Pursue excellence to kindle innovation


Damon

When Dwight Damon left Pullman in 1962 with his WSU diploma he took a couple other things with him as well: the ability to get by on very little sleep, an appreciation for hard work in the pursuit of excellence, and an academic foundation second to none.

 
Internationally recognized for developing an innovative system of braces that is changing orthodontia practice around the world, Damon will return to the Pullman campus Friday to receive the WSU Regents’ Distinguished Alumnus Award.

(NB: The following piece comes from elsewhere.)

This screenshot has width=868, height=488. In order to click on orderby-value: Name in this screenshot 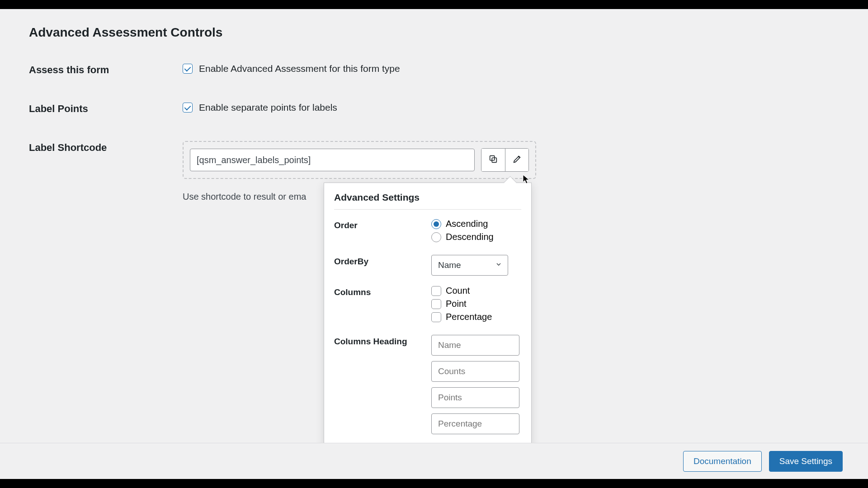, I will do `click(449, 265)`.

His lecture, titled “Creating Innovation through the Pursuit of Excellence,” is scheduled for 1:30 p.m. in the CUB Auditorium.
 
Damon, who has maintained an active orthodontics practice in Spokane for more than 30 years, created the “Damon Bracket,” a passive self-ligating dental brace system that allows low-friction, low-force treatment in aligning teeth more comfortably and in less time than dental brace systems previously available. Developing and testing novel treatment methods while simultaneously running a growing practice would seem like a difficult proposition, but Damon said he’s always been busy.
 
“I just didn’t sleep much,” Damon said, “I learned to do that down at WSU.”
 
Damon came to WSU from Lewis and Clark High School in Spokane on a basketball scholarship and ended up playing baseball as well.
 
“At that time, if you were on an athletic scholarship you also had to work two hours a day,” he said. Damon’s job was sweeping the gymnastics area of Bohler Gym, a job he remembers taking one hour and 53 minutes to finish. “It was fun” he said, but it also meant that he didn’t even start his studies until 8:30 or 9 o’clock.
 
Still, he excelled as a zoology major. A student of WSU professor Herbert Eastlick, Damon said that experience had a profound effect on him. In fact, he said, what he learned from Eastlick—a dissatisfaction with the status quo and a passion for excellence–is some of what he plans to talk about in his Friday address.
 
“Dr. Eastlick exemplified that,” Damon said. “What a tremendous influence he was on all of us. He gave us a tremendous background and foundation from which to pursue our careers.”
 
Damon said he considered both medical school and dental school, but in the end he chose dentistry, graduating first in his class at the University of Washington. Then, after a serving a tour of duty in Vietnam, he returned to UW to specialize in orthodontics.
 
“I love kids,” he said. “I really love working with kids. Orthodontics was a way you could make a massive difference in someone’s life and really get to know” that person.
 
Along with his love of children, though, is an abiding interest in research. “I have always had that bent,” he said, “to know the why.” Even while he was in dental school he did research during the summers, he said. Then, with a practice of his own, his research continued.
 
“I tried not to just do something because I was trained to do it that way,” he said. He was always observing the effects of his treatments, trying to come up with ways to do things more effectively and more efficiently.
 
“You have to have a passion and a drive to keep trying to get better and not be satisfied with the status quo,” he said.
 
Another trait, a desire to make a difference in people’s lives, seems to be a family trait. Damon said two of his brothers are orthodontists and the three of them have three offsprings who also became orthodontists. “I don’t think there is another family tree in the world that has six orthodontists in two generations,” he said.